Another Republican Senator has stepped forward to condemn Donald Trump, labelling the US President “dangerous to democracy” in a blistering take-down.
In a withering attack from the floor of the Senate, Jeff Flake, who represents Arizona, said it was “time for our complicity and accommodation to the unacceptable to end” and said Republicans would not “meekly accept such behaviour” if a Democrat was in the White House.
His tirade came hours after he joined fellow Republican Bob Corker in announcing he would not stand for office next year. Corker, too, unleashed a stinging rebuke earlier in the day – accusing Trump of “debasing” the US.
Flake, who has criticised the path that the Republican Party has taken under Trump, told The Arizona Republic in advance of his announcement that “there may not be a place for a Republican like me” in the current GOP.
Railing against the “appalling features of our current politics”, he told the Senate that lawmakers should “never regard as normal the regular and casual undermining of our democratic norms and ideals”.
Watch the full speech from the Senate floor below.
“It is time for our complicity and our accommodation of the unacceptable to end,” he went on.
Flake published a book this year called Conscience of a Conservative: A Rejection of Destructive Politics and a Return to Principle, in which he takes on Trump and the GOP, arguing that “conservatism is indeed in crisis”.
Flake was critical of Trump during the 2016 election, although he didn’t outright condemn or campaign against the business mogul. He said in August 2016 that he had “little faith” Trump would change his ways and dismissed Trump’s proposed wall along the U.S.-Mexico border as “a joke.”
Corker, the US Senator who branded the White House an “adult daycare centre”, added today that the President has “great difficulty with the truth” and is “purposely breaking down relationships we have around the world that had been useful to our nation”.
“It’s amazing. Unfortunately world leaders are very aware that much of what he says is untrue,” Corker continued. “Certainly people here are because these things are provably untrue. They’re just factually incorrect and people know the difference.”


Task objective: Repeat each entry. Keep every line exactly as it is.

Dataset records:
────────────────────────────────────────
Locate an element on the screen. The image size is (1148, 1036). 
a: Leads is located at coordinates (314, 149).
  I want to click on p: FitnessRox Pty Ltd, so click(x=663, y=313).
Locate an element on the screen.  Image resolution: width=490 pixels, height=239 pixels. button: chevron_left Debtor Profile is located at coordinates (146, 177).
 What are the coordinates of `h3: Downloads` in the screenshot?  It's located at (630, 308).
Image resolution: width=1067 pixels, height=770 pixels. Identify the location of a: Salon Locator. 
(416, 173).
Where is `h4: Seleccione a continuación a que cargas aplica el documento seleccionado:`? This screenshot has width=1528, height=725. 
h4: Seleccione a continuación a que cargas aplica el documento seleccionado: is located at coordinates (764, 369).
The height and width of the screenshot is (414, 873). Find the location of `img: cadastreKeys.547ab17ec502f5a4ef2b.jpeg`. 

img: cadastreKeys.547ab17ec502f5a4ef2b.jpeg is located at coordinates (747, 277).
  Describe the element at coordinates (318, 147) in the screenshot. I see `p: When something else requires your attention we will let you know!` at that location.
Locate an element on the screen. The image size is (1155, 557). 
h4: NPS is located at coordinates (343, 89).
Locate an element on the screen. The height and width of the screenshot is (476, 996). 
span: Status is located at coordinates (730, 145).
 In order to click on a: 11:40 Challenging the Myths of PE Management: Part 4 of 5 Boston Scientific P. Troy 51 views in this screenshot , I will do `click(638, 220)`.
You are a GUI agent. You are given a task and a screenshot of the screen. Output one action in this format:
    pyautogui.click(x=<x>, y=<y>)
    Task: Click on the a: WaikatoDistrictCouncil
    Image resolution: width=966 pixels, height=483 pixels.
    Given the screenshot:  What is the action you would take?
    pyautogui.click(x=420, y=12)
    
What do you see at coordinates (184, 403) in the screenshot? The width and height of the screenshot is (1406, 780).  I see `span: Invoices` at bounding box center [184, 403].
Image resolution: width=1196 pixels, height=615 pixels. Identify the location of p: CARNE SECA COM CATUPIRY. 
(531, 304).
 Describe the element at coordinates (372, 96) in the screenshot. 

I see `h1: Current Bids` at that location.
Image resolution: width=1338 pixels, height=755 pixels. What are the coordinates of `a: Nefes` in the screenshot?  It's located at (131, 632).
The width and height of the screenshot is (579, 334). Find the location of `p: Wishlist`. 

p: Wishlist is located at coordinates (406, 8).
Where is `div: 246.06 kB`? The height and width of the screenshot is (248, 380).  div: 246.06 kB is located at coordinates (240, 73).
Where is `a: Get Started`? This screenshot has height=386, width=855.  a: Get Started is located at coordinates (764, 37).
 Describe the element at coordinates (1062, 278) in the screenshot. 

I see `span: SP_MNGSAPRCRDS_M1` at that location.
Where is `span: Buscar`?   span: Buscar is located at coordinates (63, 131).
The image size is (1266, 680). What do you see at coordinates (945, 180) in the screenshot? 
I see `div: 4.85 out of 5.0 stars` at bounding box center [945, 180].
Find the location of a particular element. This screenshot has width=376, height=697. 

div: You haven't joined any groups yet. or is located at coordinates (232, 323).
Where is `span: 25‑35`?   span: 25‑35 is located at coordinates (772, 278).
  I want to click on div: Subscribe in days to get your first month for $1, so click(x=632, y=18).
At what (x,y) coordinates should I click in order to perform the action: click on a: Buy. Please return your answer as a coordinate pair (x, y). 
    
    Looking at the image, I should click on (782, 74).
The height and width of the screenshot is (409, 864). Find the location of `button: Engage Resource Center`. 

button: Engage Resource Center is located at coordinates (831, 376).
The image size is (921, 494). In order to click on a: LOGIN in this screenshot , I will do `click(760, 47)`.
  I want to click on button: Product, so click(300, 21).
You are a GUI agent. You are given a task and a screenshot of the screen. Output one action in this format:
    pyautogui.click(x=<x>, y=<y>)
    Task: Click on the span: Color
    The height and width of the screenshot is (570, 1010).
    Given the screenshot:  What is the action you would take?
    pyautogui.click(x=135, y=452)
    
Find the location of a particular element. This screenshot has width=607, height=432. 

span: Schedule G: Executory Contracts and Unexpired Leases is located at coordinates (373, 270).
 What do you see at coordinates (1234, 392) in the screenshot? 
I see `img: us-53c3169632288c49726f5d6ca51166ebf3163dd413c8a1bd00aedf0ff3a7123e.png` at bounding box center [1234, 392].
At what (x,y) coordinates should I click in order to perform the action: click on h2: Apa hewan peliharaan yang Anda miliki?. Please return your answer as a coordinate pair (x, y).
────────────────────────────────────────
Exercise result:
Locate an element on the screen. The image size is (1148, 1036). 
a: Leads is located at coordinates (314, 149).
  I want to click on p: FitnessRox Pty Ltd, so click(x=663, y=313).
Locate an element on the screen.  Image resolution: width=490 pixels, height=239 pixels. button: chevron_left Debtor Profile is located at coordinates (146, 177).
 What are the coordinates of `h3: Downloads` in the screenshot?  It's located at (630, 308).
Image resolution: width=1067 pixels, height=770 pixels. Identify the location of a: Salon Locator. 
(416, 173).
Where is `h4: Seleccione a continuación a que cargas aplica el documento seleccionado:`? This screenshot has width=1528, height=725. 
h4: Seleccione a continuación a que cargas aplica el documento seleccionado: is located at coordinates (764, 369).
The height and width of the screenshot is (414, 873). Find the location of `img: cadastreKeys.547ab17ec502f5a4ef2b.jpeg`. 

img: cadastreKeys.547ab17ec502f5a4ef2b.jpeg is located at coordinates (747, 277).
  Describe the element at coordinates (318, 147) in the screenshot. I see `p: When something else requires your attention we will let you know!` at that location.
Locate an element on the screen. The image size is (1155, 557). 
h4: NPS is located at coordinates (343, 89).
Locate an element on the screen. The height and width of the screenshot is (476, 996). 
span: Status is located at coordinates (730, 145).
 In order to click on a: 11:40 Challenging the Myths of PE Management: Part 4 of 5 Boston Scientific P. Troy 51 views in this screenshot , I will do `click(638, 220)`.
You are a GUI agent. You are given a task and a screenshot of the screen. Output one action in this format:
    pyautogui.click(x=<x>, y=<y>)
    Task: Click on the a: WaikatoDistrictCouncil
    Image resolution: width=966 pixels, height=483 pixels.
    Given the screenshot:  What is the action you would take?
    pyautogui.click(x=420, y=12)
    
What do you see at coordinates (184, 403) in the screenshot? The width and height of the screenshot is (1406, 780).  I see `span: Invoices` at bounding box center [184, 403].
Image resolution: width=1196 pixels, height=615 pixels. Identify the location of p: CARNE SECA COM CATUPIRY. 
(531, 304).
 Describe the element at coordinates (372, 96) in the screenshot. 

I see `h1: Current Bids` at that location.
Image resolution: width=1338 pixels, height=755 pixels. What are the coordinates of `a: Nefes` in the screenshot?  It's located at (131, 632).
The width and height of the screenshot is (579, 334). Find the location of `p: Wishlist`. 

p: Wishlist is located at coordinates (406, 8).
Where is `div: 246.06 kB`? The height and width of the screenshot is (248, 380).  div: 246.06 kB is located at coordinates (240, 73).
Where is `a: Get Started`? This screenshot has height=386, width=855.  a: Get Started is located at coordinates (764, 37).
 Describe the element at coordinates (1062, 278) in the screenshot. 

I see `span: SP_MNGSAPRCRDS_M1` at that location.
Where is `span: Buscar`?   span: Buscar is located at coordinates (63, 131).
The image size is (1266, 680). What do you see at coordinates (945, 180) in the screenshot? 
I see `div: 4.85 out of 5.0 stars` at bounding box center [945, 180].
Find the location of a particular element. This screenshot has width=376, height=697. 

div: You haven't joined any groups yet. or is located at coordinates (232, 323).
Where is `span: 25‑35`?   span: 25‑35 is located at coordinates (772, 278).
  I want to click on div: Subscribe in days to get your first month for $1, so click(x=632, y=18).
At what (x,y) coordinates should I click in order to perform the action: click on a: Buy. Please return your answer as a coordinate pair (x, y). 
    
    Looking at the image, I should click on (782, 74).
The height and width of the screenshot is (409, 864). Find the location of `button: Engage Resource Center`. 

button: Engage Resource Center is located at coordinates (831, 376).
The image size is (921, 494). In order to click on a: LOGIN in this screenshot , I will do `click(760, 47)`.
  I want to click on button: Product, so click(300, 21).
You are a GUI agent. You are given a task and a screenshot of the screen. Output one action in this format:
    pyautogui.click(x=<x>, y=<y>)
    Task: Click on the span: Color
    The height and width of the screenshot is (570, 1010).
    Given the screenshot:  What is the action you would take?
    pyautogui.click(x=135, y=452)
    
Find the location of a particular element. This screenshot has width=607, height=432. 

span: Schedule G: Executory Contracts and Unexpired Leases is located at coordinates (373, 270).
 What do you see at coordinates (1234, 392) in the screenshot? 
I see `img: us-53c3169632288c49726f5d6ca51166ebf3163dd413c8a1bd00aedf0ff3a7123e.png` at bounding box center [1234, 392].
At what (x,y) coordinates should I click in order to perform the action: click on h2: Apa hewan peliharaan yang Anda miliki?. Please return your answer as a coordinate pair (x, y).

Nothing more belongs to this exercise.